A report on the new discovery — by researchers from the United Kingdom, Spain, and Italy and published in the journal Science — describes what happens when the proteins come into contact with cells.

First study author Dr. Giuliana Fusco — of both Imperial College London and the University of Cambridge, both in the U.K. — says that the scientists hope that the findings will lead to improved drugs for Parkinson’s disease that stop the toxic proteins from getting into healthy brain cells.

Parkinson’s is a disease that gradually destroys the brain cells that produce a messenger chemical called dopamine, which is important for controlling movement.

The symptoms — which develop slowly and get worse over time — include impaired balance, rigidity, slowness of movement, tremors, and problems with speaking and swallowing.

Researchers have also discovered that Parkinson’s affects non-dopamine brain cells, which may explain why the disease often has symptoms that are not to do with movement, such as anxiety, depression, fatigue, and sleep disruption.

It is thought that more than 10 million people worldwide are living with Parkinson’s disease, including an estimated 1 million in the United States.

Although it most often strikes after the age of 50, around 10 percent of cases of Parkinson’s disease are diagnosed in people of a younger age.

In the new study, the researchers observed what happens when a protein called alpha synuclein malfunctions and forms into clusters called oligomers, which are toxic to brain cells.

They used solid-state nuclear magnetic resonance spectroscopy to characterize different structural features of the oligomers and then examined how the features influenced their interaction with the cells. They used brain cells from rats as well as brain cells sampled from human brain tumors.

The study is significant because the team found a way to keep the normally unstable oligomers stable for long enough to observe a level of detail that has not been seen before. Once they form, oligomers very quickly either enter cells, dissolve, or turn into long fibers.

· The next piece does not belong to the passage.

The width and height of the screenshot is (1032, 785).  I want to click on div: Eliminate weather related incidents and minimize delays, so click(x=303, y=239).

By keeping the oligomers stable, the researchers were able to identify two features that are key to their toxicity: one that allows them to stick to the cell wall, and another that lets them penetrate the membrane and disrupt cell function.

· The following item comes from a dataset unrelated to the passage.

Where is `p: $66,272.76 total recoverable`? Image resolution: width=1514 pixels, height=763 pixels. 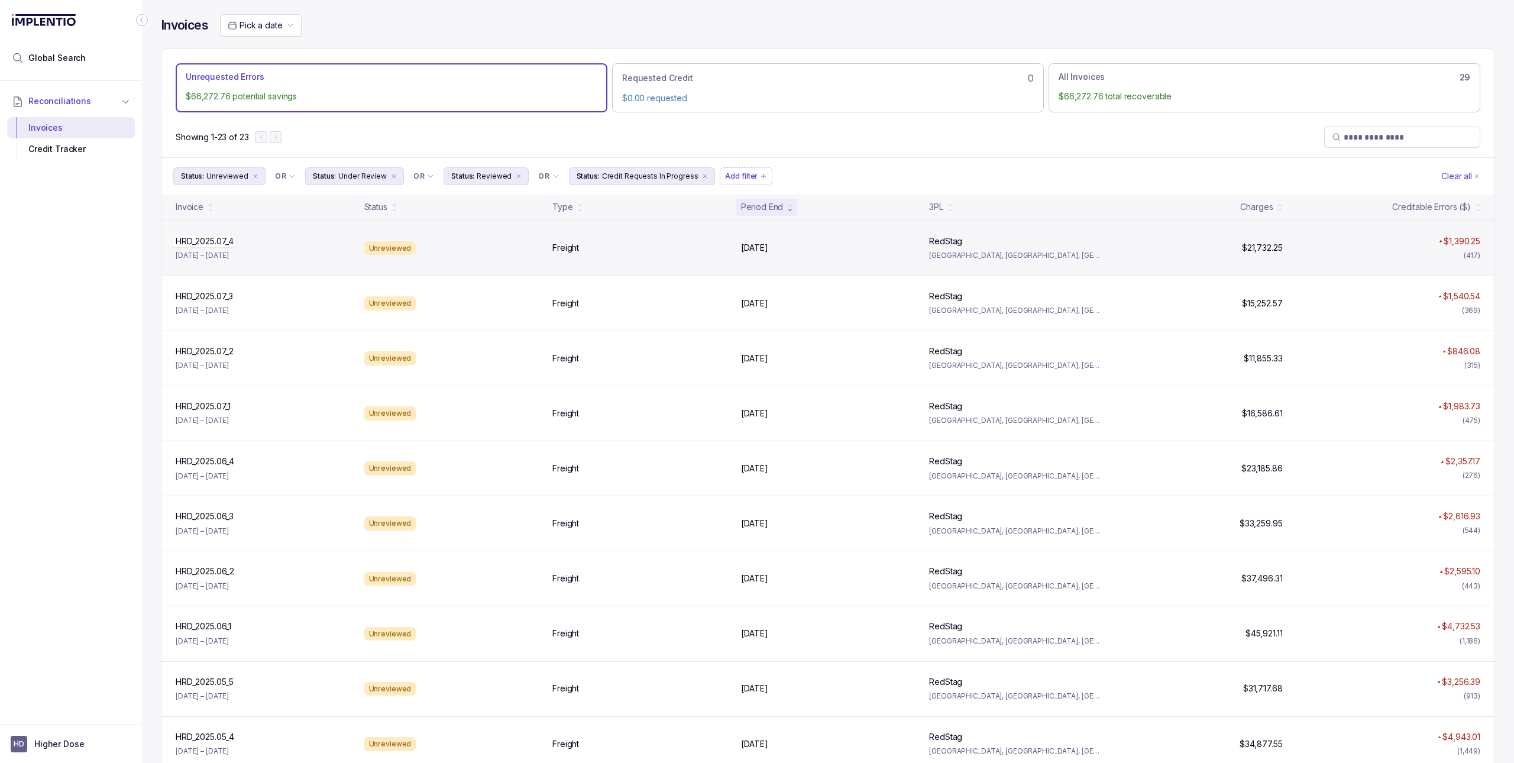
p: $66,272.76 total recoverable is located at coordinates (1265, 96).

“It is a bit like if you put a piece of extremely hot metal on to a plastic surface,” explains co-senior study author Dr. Alfonso De Simone, of the Department of Life Sciences at Imperial College London. “In a fairly short space of time it will burn a hole through the plastic.”

He suggests that the oligomer’s ability to “disrupt the integrity of the membrane” is a crucial step in the process that eventually kills the brain cell.

In further experiments, the team found a way that might reduce oligomer toxicity. They found that altering its protein sequence made the oligomer less able to stick to the cell membrane.

The researchers likened the behavior of the oligomers and their propensity to stick to the walls of brain cells as similar to the way that viruses enter cells. The difference is that while a virus then adapts the cell machinery to its own end, the oligomer just disrupts it.

Dr. De Simone also suggests that oligomers are able to attach themselves to cell membranes because of “an accident of nature” that gives them the same features as normal membrane proteins that help with brain signaling.

Just having this information doesn’t mean that we can now go and make a drug, but obviously if we can understand why these clumps of proteins behave the way they do, we can make faster scientific progress towards treating Parkinson’s disease.”